Independent research shows that environmental concerns have influenced 75 per cent of UK consumers to make changes to their lifestyle; Fairtrade food penetration, for example, has grown from 20 per cent in 2005 to 50 per cent today.
Desire for sustainable products is certainly increasing, but their share remains low – less than 4 per cent of total retail expenditure last year, according to PwC. The primary barrier is price, with 48 per cent of consumers declaring they are unwilling or unable to pay a premium for more sustainable goods.
PwC calculated an average premium of about 45 per cent across 75 selected items; respondents said they might be willing to pay closer to 20 per cent.
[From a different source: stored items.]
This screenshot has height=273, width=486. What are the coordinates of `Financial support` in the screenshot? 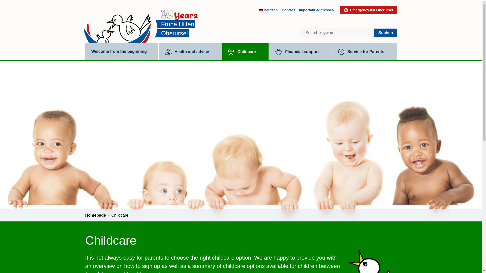 It's located at (300, 51).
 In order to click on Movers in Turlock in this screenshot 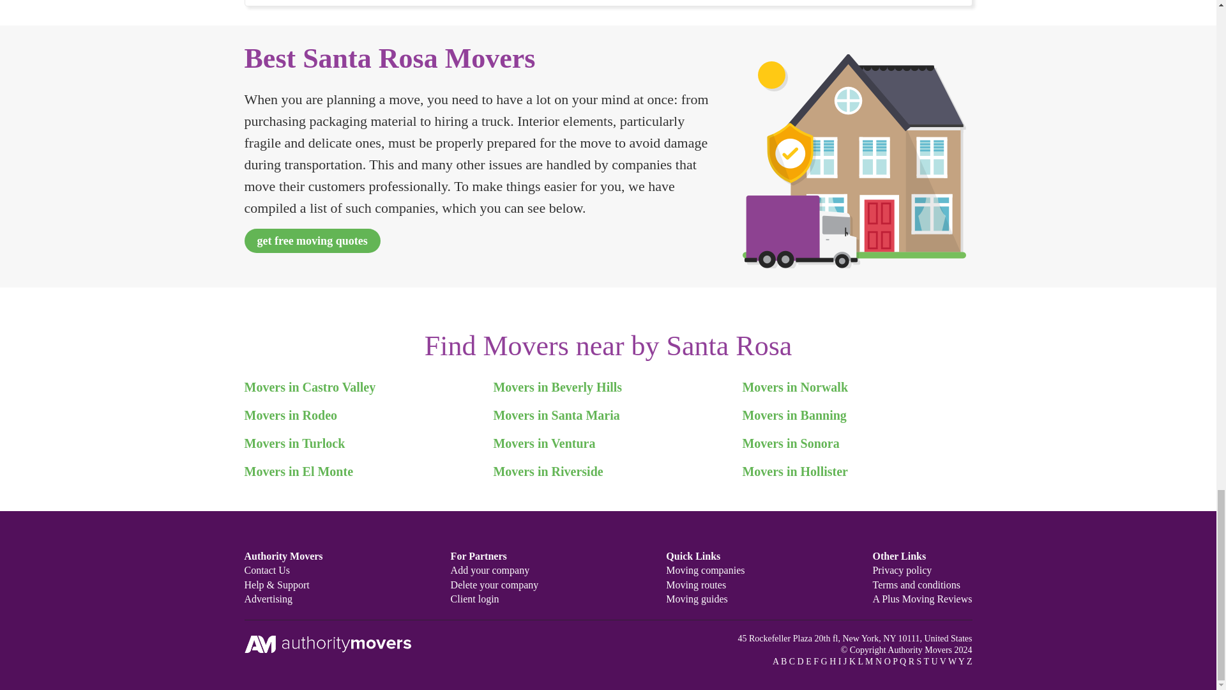, I will do `click(294, 443)`.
Reducing this disparity is key, a task made more acute by rising food inflation and falling consumer spend.
Another deterrent is the mass of unclear or contradictory information. When asked: “Who do you trust to tell you the truth about the environmental impact of a product?” NGOs were chosen by 51 per cent of respondents, government by 20 per cent and retailers by only 9 per cent.
So what can retailers do? In PwC’s consumer research, 62 per cent identified using less packaging as the most important action, another being waste reduction. Such lower-cost initiatives could turn sustainability on its head, creating win-wins for environmentally concerned consumers in a more price-sensitive world.
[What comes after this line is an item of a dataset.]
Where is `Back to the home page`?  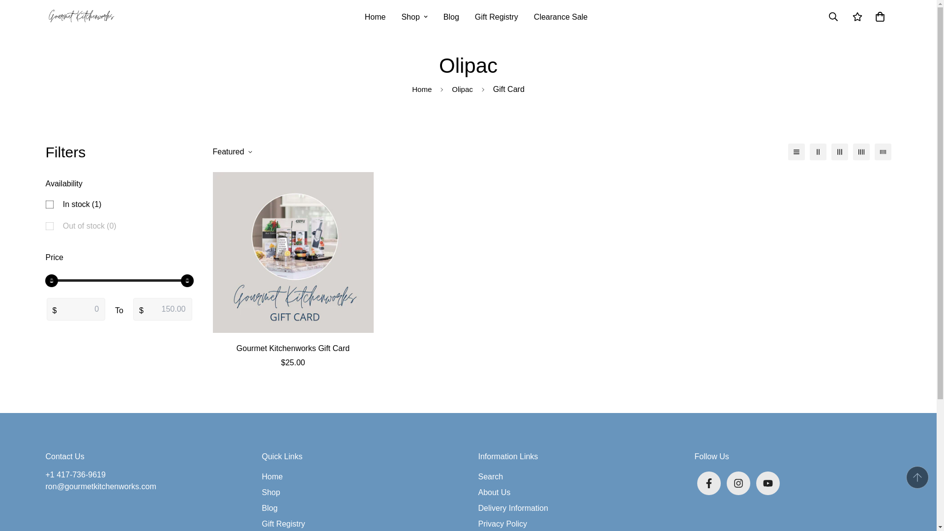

Germany is the fiefdom of the Greens, but also of the hard discounters. In Munich last week, at the CIES World Food Business Summit, Stephan Grünewald of the Rheingold Institute put these seemingly incompatible sets of German consumers on the couch. Homo Ecologicus and Homo Economicus are not, he claims, such strange bedfellows after all. They happily co-exist, spawned equally by Germany’s past – “green” arising from “greed” and “guilt” giving birth to “thrift”.
At the summit, Rewe chief executive Alain Caparros named trust and sustainability his top priorities. “We are locked in a new qualitative competition for customers’ trust... Customers will pay much closer attention to the way products are made... When it comes to the costs... if retailers can afford this effort, I do not think industry will have any trouble affording it... One point is clear: We must afford it. They must afford it. Both of us simply cannot afford anything else,” he said.
As PwC’s report concludes: “The risks of being left behind are becoming too great to ignore.” The future, it seems, must be green.